Behavioral, environmental, and climatic factors associated with dengue hemorrhagic fever incidence in Limboto District, Gorontalo, Indonesia Sandalayuk, Marselia; Arda, Zul Adhayani; Hanapi, Sunarti; Hafid, Wahyuni; Pakaya, Ririn; Badu, Franning Deisi; Kanan, Maria; Sandalayuk, Daud; Baba, Julfa
Svāsthya: Trends in General Medicine and Public Health Vol. 2 No. 5 (2025): September 2025 (In Progress)
Publisher : PT. Mega Science Indonesia

Show Abstract | Download Original | Original Source | Check in Google Scholar | DOI: 10.70347/svsthya.v2i5.119

Abstract

Dengue hemorrhagic fever (DHF) remains endemic in Southeast Asia, with Indonesia reporting more than 131,000 cases and 1,135 deaths in 2022. In 2019, Gorontalo Province ranked fourth nationally in terms of incidence rate (101.53 per 100,000 population), with Gorontalo Regency accounting for 31.4% of the provincial cases in 2021. This study aimed to determine the factors associated with the incidence of dengue fever in the Limboto Health Center Working Area, Gorontalo Regency, in 2022. A cross-sectional research design was used. The research was conducted from April to July 2022 in the working area of the Limboto Health Center. The population and sample were people who lived in Limboto District, with 124 respondents. Simple random sampling was used. The independent variables were knowledge, attitude, action, water reservoir, air temperature, air humidity, and occupancy density. The dependent variable was the incidence of dengue hemorrhagic fever. The research instruments used were questionnaires, observation sheets, and hygrometers. The data were processed using univariate and bivariate analyses with SPSS at the 95% confidence level (p<0.05). Among the 124 participants, 33.1% (n=41) reported DHF infection during the study period.
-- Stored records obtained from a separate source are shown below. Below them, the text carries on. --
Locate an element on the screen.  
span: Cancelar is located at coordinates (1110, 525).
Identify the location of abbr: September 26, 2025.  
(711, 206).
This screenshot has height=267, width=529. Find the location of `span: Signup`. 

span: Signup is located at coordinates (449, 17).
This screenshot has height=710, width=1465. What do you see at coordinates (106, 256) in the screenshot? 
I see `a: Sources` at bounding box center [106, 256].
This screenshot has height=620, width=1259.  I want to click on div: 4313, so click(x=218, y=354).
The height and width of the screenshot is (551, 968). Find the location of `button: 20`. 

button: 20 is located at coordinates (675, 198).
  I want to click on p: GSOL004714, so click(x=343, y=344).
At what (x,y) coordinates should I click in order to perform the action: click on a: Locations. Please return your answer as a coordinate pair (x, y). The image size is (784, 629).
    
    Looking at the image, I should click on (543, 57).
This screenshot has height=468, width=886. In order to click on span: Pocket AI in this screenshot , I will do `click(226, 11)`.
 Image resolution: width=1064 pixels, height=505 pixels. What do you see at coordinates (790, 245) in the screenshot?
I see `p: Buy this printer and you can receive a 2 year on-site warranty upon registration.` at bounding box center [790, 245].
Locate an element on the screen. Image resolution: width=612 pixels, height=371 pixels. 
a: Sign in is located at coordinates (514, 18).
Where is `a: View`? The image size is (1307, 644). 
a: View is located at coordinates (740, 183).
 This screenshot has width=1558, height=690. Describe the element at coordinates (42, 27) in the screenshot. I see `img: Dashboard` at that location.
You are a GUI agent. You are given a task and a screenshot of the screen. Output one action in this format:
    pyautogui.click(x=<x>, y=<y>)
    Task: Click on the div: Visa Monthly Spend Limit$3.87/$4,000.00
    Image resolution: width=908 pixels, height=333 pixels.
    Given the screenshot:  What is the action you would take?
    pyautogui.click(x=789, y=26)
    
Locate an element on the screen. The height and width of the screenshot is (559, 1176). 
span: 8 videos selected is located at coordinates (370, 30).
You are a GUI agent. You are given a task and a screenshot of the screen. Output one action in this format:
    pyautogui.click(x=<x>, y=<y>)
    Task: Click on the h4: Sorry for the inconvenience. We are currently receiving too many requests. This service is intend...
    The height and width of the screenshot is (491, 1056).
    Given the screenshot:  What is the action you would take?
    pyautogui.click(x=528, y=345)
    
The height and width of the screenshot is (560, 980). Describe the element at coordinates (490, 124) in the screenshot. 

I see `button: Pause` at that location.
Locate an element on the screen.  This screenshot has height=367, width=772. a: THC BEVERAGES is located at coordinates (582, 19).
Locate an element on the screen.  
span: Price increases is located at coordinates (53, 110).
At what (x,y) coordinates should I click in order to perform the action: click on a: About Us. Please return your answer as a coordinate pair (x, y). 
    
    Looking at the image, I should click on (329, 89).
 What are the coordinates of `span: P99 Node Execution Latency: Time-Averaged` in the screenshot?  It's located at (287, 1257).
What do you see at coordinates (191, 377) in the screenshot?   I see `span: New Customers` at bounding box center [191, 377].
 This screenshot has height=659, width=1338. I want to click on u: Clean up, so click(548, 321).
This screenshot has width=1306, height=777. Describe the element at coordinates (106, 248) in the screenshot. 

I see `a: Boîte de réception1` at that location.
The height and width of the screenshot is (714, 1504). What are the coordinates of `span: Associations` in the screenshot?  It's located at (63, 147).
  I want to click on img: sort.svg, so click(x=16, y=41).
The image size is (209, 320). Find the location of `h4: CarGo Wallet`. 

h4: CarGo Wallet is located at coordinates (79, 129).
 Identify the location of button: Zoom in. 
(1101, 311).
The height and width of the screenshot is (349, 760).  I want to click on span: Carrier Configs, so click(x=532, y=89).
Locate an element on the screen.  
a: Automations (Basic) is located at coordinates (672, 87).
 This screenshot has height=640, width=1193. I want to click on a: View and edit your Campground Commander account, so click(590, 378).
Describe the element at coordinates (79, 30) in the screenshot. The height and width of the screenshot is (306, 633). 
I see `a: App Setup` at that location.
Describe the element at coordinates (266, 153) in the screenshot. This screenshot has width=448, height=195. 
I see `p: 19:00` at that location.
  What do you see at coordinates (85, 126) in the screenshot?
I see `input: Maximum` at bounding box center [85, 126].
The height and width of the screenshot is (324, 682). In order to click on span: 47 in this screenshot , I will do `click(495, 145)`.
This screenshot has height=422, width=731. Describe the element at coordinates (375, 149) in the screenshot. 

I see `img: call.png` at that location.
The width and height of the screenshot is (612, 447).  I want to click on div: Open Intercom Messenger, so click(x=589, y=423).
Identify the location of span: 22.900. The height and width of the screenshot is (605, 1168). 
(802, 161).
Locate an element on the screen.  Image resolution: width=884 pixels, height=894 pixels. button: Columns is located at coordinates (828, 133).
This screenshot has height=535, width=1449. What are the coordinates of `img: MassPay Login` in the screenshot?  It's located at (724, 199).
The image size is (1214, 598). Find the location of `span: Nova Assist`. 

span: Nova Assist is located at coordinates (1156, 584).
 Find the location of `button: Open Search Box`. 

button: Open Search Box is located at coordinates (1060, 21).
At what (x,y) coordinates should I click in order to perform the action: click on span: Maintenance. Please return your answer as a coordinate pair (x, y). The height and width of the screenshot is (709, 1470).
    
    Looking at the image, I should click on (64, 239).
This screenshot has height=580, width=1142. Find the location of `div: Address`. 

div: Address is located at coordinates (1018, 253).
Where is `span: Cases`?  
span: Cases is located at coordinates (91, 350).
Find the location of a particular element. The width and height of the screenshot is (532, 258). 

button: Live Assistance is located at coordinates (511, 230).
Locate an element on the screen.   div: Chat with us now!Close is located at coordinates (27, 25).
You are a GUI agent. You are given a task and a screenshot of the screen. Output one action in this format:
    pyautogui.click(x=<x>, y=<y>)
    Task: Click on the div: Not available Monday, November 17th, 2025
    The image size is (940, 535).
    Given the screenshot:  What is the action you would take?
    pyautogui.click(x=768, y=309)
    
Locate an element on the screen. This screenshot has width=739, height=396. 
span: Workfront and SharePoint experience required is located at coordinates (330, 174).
Chi-square analyses revealed no statistically significant associations between DHF incidence and knowledge (p=0.499, χ²=0.456), attitudes (p=0.526, χ²=0.401), preventive actions (p=1.000, χ²=0.000), water storage practices (p=0.763, χ²=0.091), ambient temperature (p=0.688, χ²=0.161), humidity (p=1.000, χ²=0.000), or household density (p=0.788, χ²=0.072). All p-values exceeded the 0.05 significance threshold, indicating insufficient evidence to reject the null hypotheses. No factors were significantly associated with DHF incidence in this cross-sectional analysis.